|

Black & Blues Album Review by Emmett G. Price III, Ph.D.
www.emmettprice.com
She flows, she sings, she slams, she jams, she writes and she produces much more than recorded spoken word. She produces complex emotional exercises for all to experience. She produces intimate portrayals of life's experience from a position that the listener thinks she's in our heads. She produces a password into the intimate, vulnerable place that many aim to escape but need to approach in order to face their "black and blues."
She "hit the ground running" "between the lines" as a "solitary girl" leaving the "shadow" of "yesterday's blues" in effort to "pass it on."
This magnus opus deserves recognition as an independently unique expression of passion, confusion, anger, frustration, love, empowerment and the struggles and challenges of life. Iyeoka's voice is powerful, not only in tone but in effect. She makes you feel, she makes you think, she makes you proud to be where you are while simultaneously encouraging and empowering to go where you desire to go. A motivational poet, an inspiring performer, a skilled wordsmith but more importantly a life coach who we trust.
Her robust voice opens our ears while her piercing words convict our hearts. Backed by skilled and sensitive musicians, Iyeoka takes the forefront as the leader of a movement. The movement towards enlightenment, empowerment, encouragement and self-determination. Iyeoka is powerful not due to her stature, voice or approach but because she understands the challenges and obstacles of life and the two options that they offer. Her response is to "hit the ground running."
Black & Blues Album Review by Susan M. Asai
Ethnomusicologist and Professor of Music
Within the lineage of Jayne Cortez and other women poets of the Black Arts Movement who set their poetry to jazz, Iyeoka diverges, modernizing the settings of her verses to the pulses of R&B, house music, and semi-classical piano stylings in addition to jazz. The mostly jazz-inflected music heard on this album maintains a musical thread to her predecessors of the 1960s, firmly rooting her in African American expressive culture. Reaching to her Nigerian past, the steady, melodic and rhythmic ostinatos that emerge in the music connect her artistry to such stylings heard in many African musics.
Iyeoka showcases her mellifluous voice by singing as skillfully as she speaks. The variety of musical styles accompanying her poems and the alternation between singing and speaking from one poem to the next, and even within the same poem, helps to hold the listener's attention. She carefully chooses music to fit the expressive quality and sentiments of her poetry. Iyeoka's musical settings set up the rhythmic flow of her words, yet are sparsely conceived to avoid being a distraction.
The narrative style of her poetry bespeaks of searching, self discovery, courage, and the vagaries of love. Iyeoka's delivery in expressing heart-felt sentiments range from a torrent of words and emotions to soothing hushed tones. "She Doesn't Know Her Beauty" without musical accompaniment is a particularly striking piece. Within she employs a Benin-inflected accent that affirms the beauty of blackness, of Africaness and cultural referents to her ancestral homeland. Here she relies on her Nigerian origins as a foundation for her strength and pride.
One aspect of the recording that could be further considered is the vocal delivery in "Solitary Girl," "Hit the Ground Running," and to some extent "She Doesn't Know Her Beauty," which contain many emotional peaks and valleys that may leave the listener fatigued at the end of the poet's journey. The torrential flow of words could be more measured, phrases terraced in building to a climax, followed by phrases that decompress in stages as well. On the whole, Black and Blue is thoughtfully conceived, flowing like a river that knows where it wants to
go in its unbounded energy and verve.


- _Problem details_: Without changing a word, copy every line of the listing below and leave out the images.

- _Source material_:
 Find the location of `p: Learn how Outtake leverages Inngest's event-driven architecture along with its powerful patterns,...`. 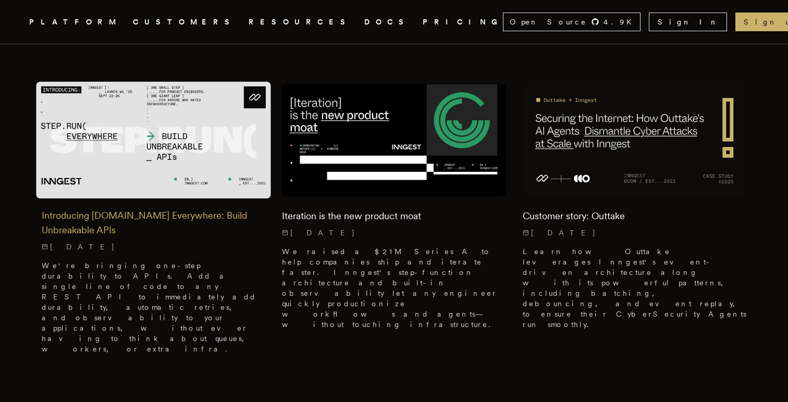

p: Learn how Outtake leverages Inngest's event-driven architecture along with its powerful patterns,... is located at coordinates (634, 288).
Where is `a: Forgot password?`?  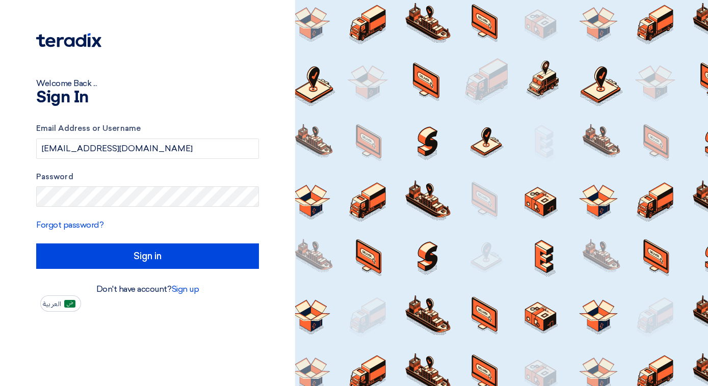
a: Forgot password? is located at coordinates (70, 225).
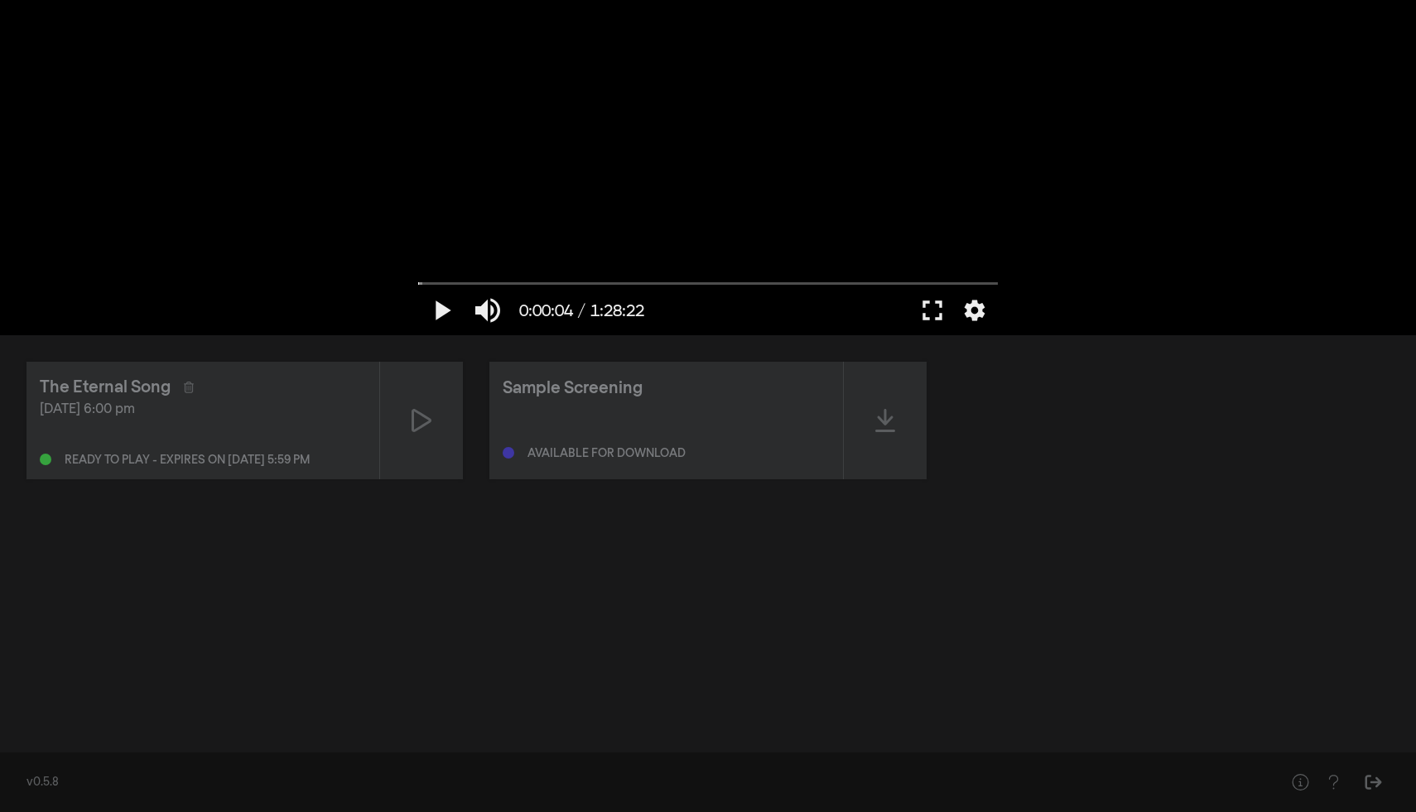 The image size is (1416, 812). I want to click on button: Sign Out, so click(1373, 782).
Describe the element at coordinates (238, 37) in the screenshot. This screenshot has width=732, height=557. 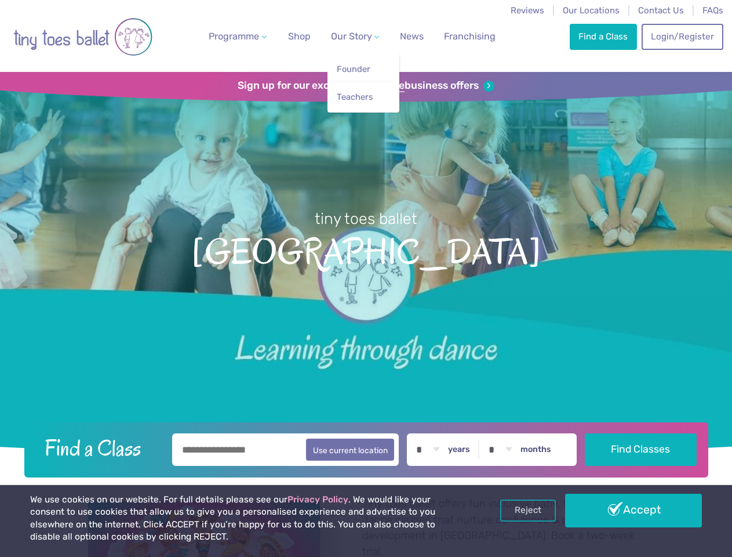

- _Final answer_:
 Find the location of `p: Learn how Outtake leverages Inngest's event-driven architecture along with its powerful patterns,...`. 

p: Learn how Outtake leverages Inngest's event-driven architecture along with its powerful patterns,... is located at coordinates (634, 288).
Where is `a: Forgot password?`?  
a: Forgot password? is located at coordinates (70, 225).
 The image size is (1416, 812). I want to click on button: Sign Out, so click(1373, 782).
Describe the element at coordinates (238, 37) in the screenshot. This screenshot has width=732, height=557. 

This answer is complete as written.